The author expresses astonishment that the limits for maize should vary so widely from that found for Lupinus albus by Kahlenberg and True. The work in my own laboratory, as well as that of Heald, has shown that very much greater differences exist when other plants are involved, and that a priori predications upon this point are at present impossible.

*Bot. Gazette, 22, 125 (1896). + Bot. Gazette, 22, 81 (1896).

So stated in Heald's tabulation, but from the description of his experiments it seems probable that this is a typographical slip, and should be n/800.

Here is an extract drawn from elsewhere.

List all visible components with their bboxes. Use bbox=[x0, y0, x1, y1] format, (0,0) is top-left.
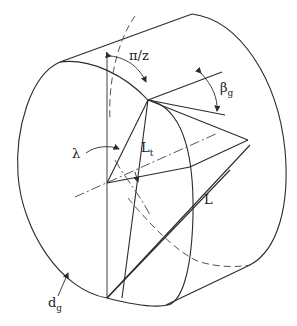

He also seems to have difficulty in understanding the relative action of kations in the presence of more toxic anions. The literature of this subject is now fairly large, as witness the work of Loeb in Chicago, Coupin in France, not to mention a number of other investigators, and this particular point has been specifically discussed in connection with agricultural plants by Kearney and myself, and more recently by True and Gies, although no reference is made to any of these investigations in the paper under discussion. It may be well to state here that the work done in my laboratory, which I have already communicated to the American Chemical Society at its meeting in Cleveland, Ohio, June 30, 1903, will be described shortly from a technical point of view in the Journal of Physical Chemistry, and its value for and bearing upon certain important agricultural questions will be fully discussed in an early publication from the Department of Agriculture. F. K. CAMERON.

U. S. DEPT. OF AGRICULTURE, BUREAU OF SOILS, Washington, D. C., September 7, 1903.

SHORTER ARTICLES.

PRIMITIVE FLAGEOLETS.

THERE is a kind of primitive flageolet made by the western tribes of North American Indians as follows: A section of cane is open at both ends, but has a joint between the ends; the septum of this joint closes the tube. Two holes from three sixteenths to one fourth of an inch in diameter are made from the outside into the cavity, close to and on opposite sides of the septum. A shallow air channel is cut in the outside of the cane from one hole to the other, and three, four or six finger holes are made in the cane in the part below the septum. The Rees and Shoshones make a septum of wax. When so constructed and nothing further added the mystery flute,' described by early writers, is completed when the upper of the two holes at the septum and the air channel are covered by a finger. Blowing through the cane from the upper end produces a sound whose pitch is changed by the finger holes. * Report 71, U. S. Dept. of Agriculture (1902) Torrey Botanical Club, 30, 390 (1903).